At the AFL-CIO, I had two major projects that were of great interest to him. My first labor job was to work as senior researcher on the New Orleans-based Avondale Shipyard organizing project aimed at unionizing Louisiana’s largest employer. Mr. Sweeney saw that campaign as key to opening up other organizing opportunities in the South.

We wrapped up that project in a year, winning the NLRB-supervised election and then negotiating a good contract.

I moved in to work on the national temp worker campaign at the building trades. That led to a recognition by trade unions of the value of organizing immigrant workers and “gig workers.” President Sweeney was great to work with on this campaign.

Without John Sweeney, I doubt if any of this work would have happened. And that’s just my own small part of it. I know many colleagues who appreciated Mr. Sweeney’s calm intelligence, caring attitude and openness to new ideas. He was a good man.

He was succeeded by Richard Trumka who had served as his Secretary-Treasurer. President Trumka issued this statement: 

John Sweeney was a legend, plain and simple. He was guided into unionism by his Catholic faith, and not a single day passed by when he didn’t put the needs of working people first. John viewed his leadership as a spiritual calling, a divine act of solidarity in a world plagued by distance and division.
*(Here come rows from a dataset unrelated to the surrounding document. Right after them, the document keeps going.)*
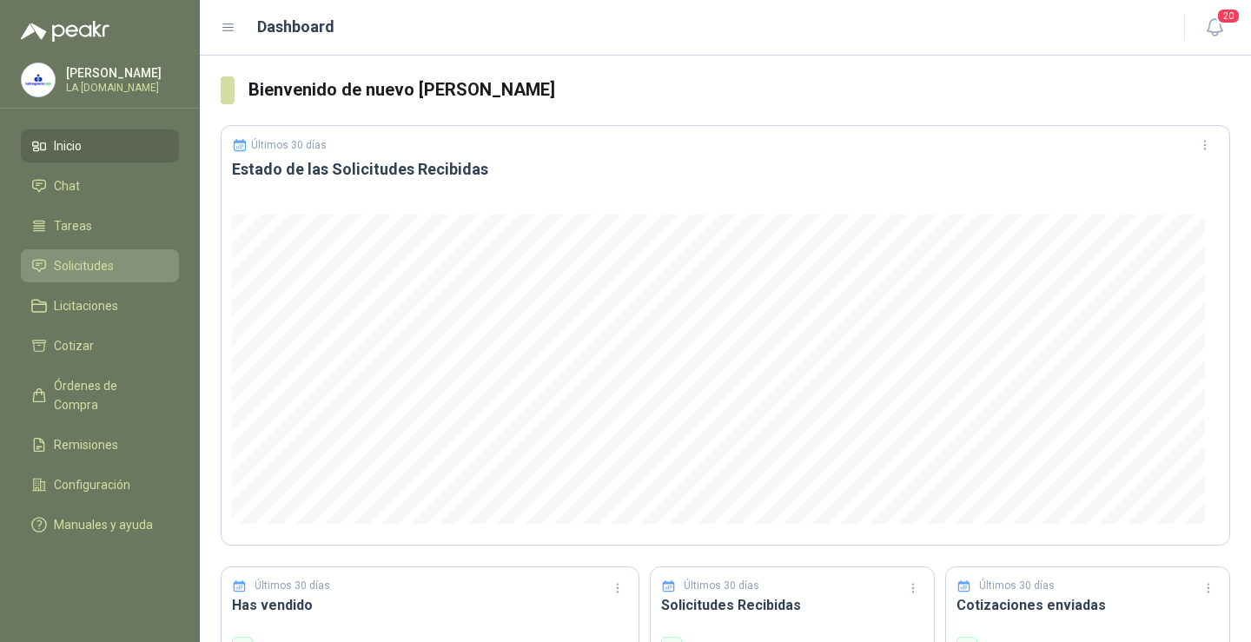 The image size is (1251, 642). What do you see at coordinates (38, 80) in the screenshot?
I see `img: Company Logo` at bounding box center [38, 80].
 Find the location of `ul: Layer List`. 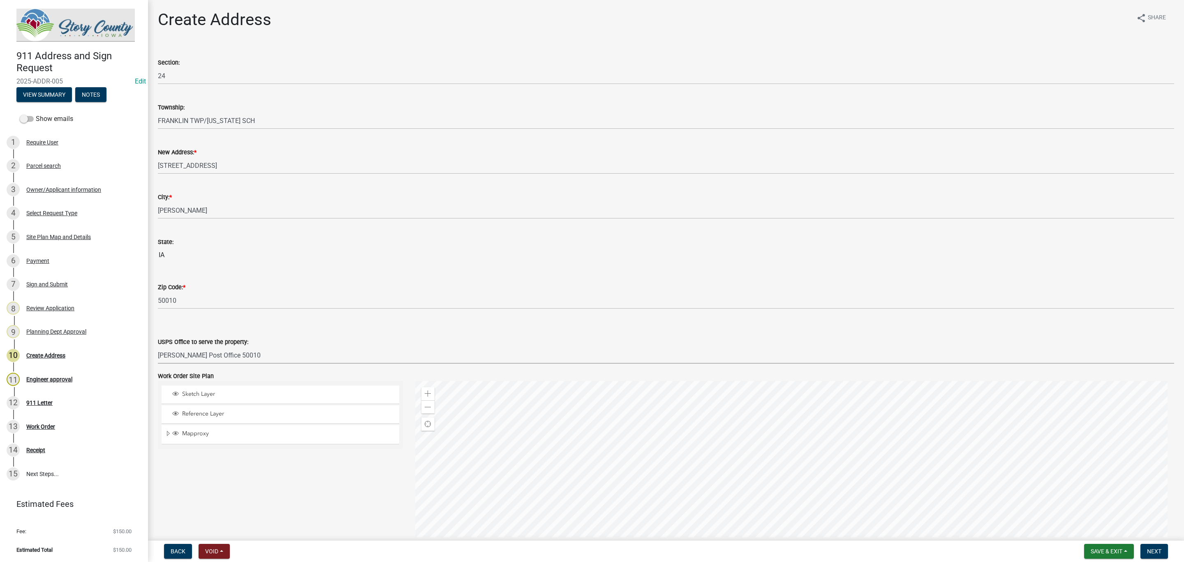

ul: Layer List is located at coordinates (280, 414).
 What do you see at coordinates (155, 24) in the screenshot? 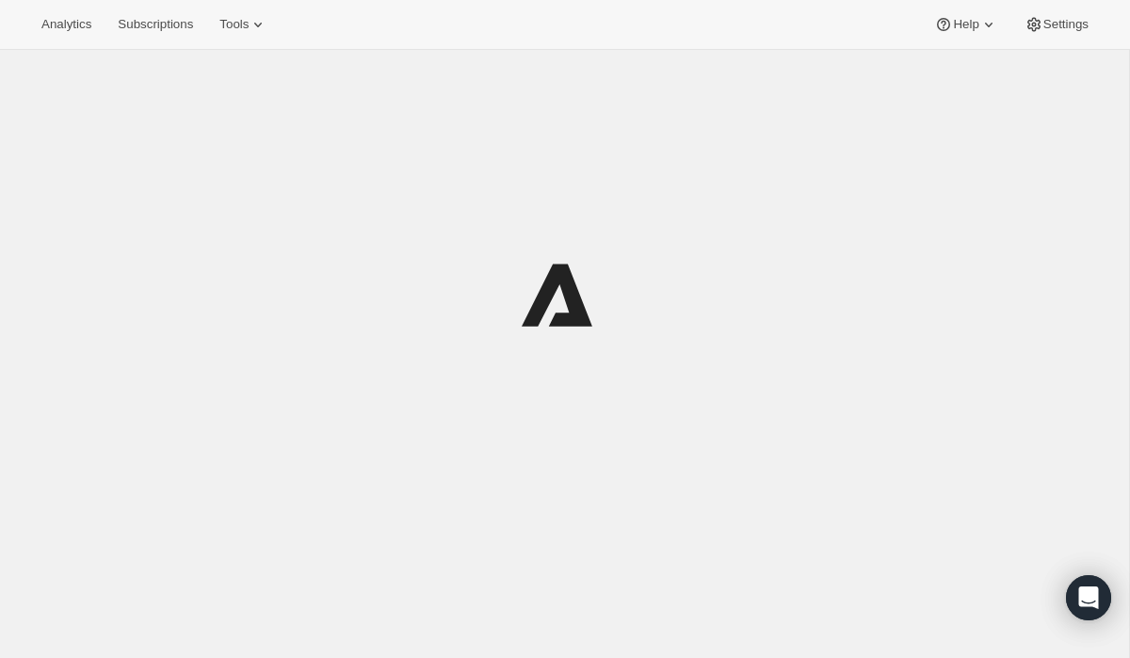
I see `button: Subscriptions` at bounding box center [155, 24].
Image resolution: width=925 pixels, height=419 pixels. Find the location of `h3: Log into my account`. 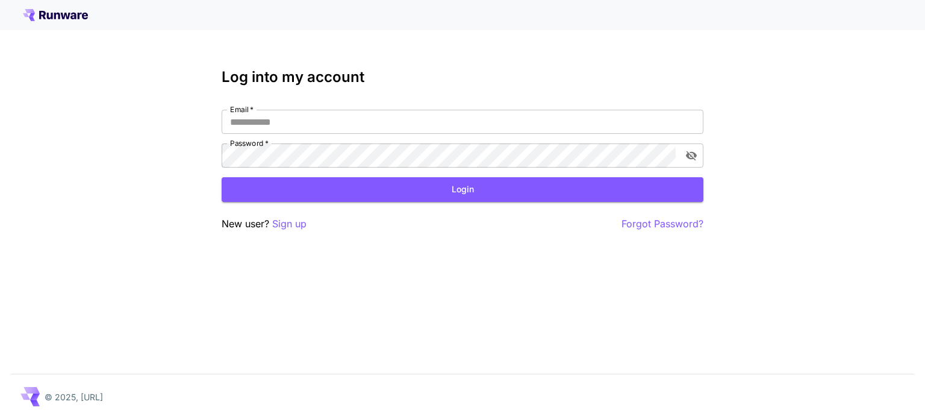

h3: Log into my account is located at coordinates (463, 77).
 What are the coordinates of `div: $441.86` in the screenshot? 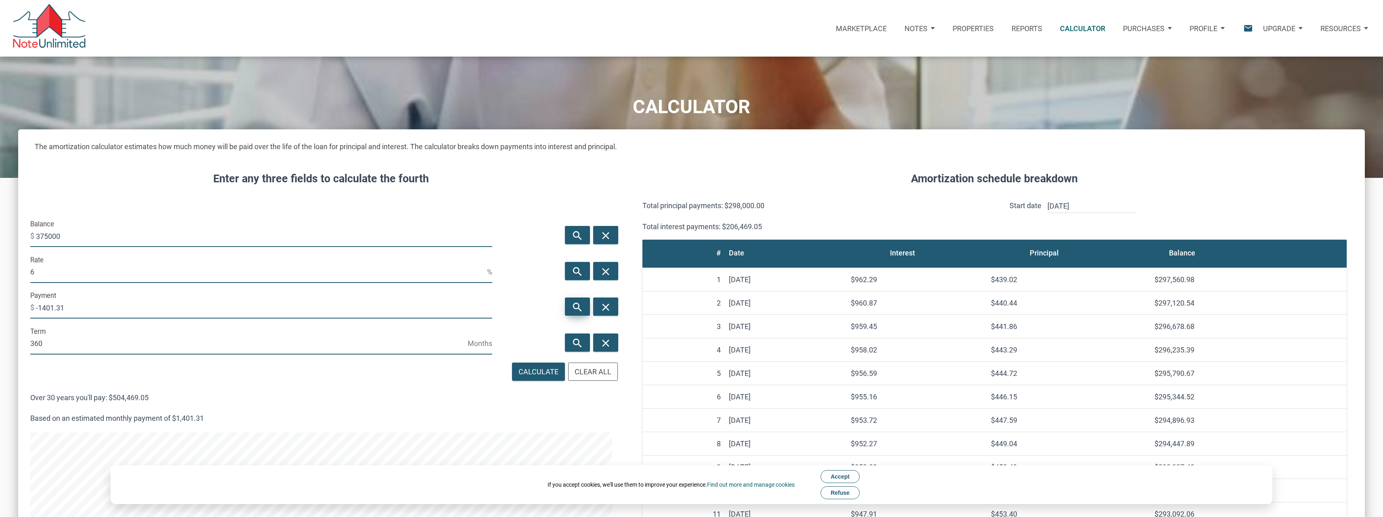 It's located at (1069, 326).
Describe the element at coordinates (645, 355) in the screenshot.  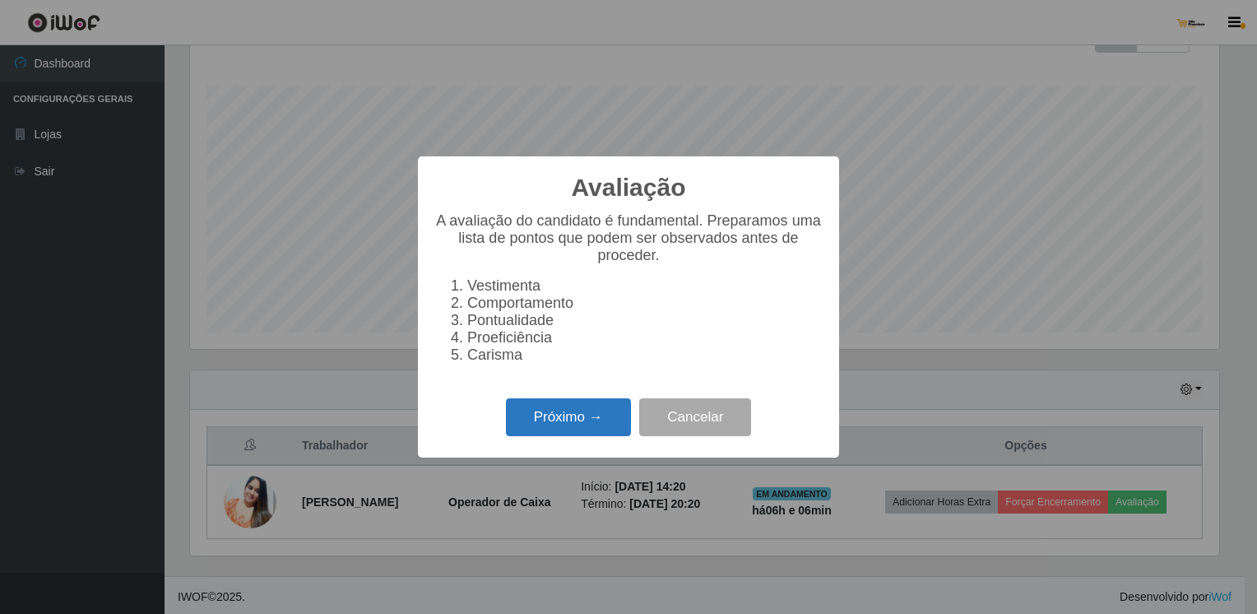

The son of Irish immigrants, he used work as a way to directly apply his values, consistently exhibiting grit over flash and pursuing progress instead of posturing. 

He built SEIU into a powerhouse, doubling its membership, earning respect across the labor movement and in the halls of power. Throughout his storied life, John used the lessons he learned as a ground-level union leader to uphold dignity for all working people and expand human rights worldwide. 

I was proud to join his insurgent ticket in 1995, which recommitted the AFL-CIO to worker organizing and collective power. As president, John was a great leader and true innovator, driving the labor movement forward. 

We stand on that foundation today as we take on the challenges of inequality, systemic racism and much more. Former President Bill Clinton called John “a force for inclusion and activism.” I was blessed to call him a brother, a mentor and a friend. May God bless John’s memory, his family and the labor movement to which he devoted his life.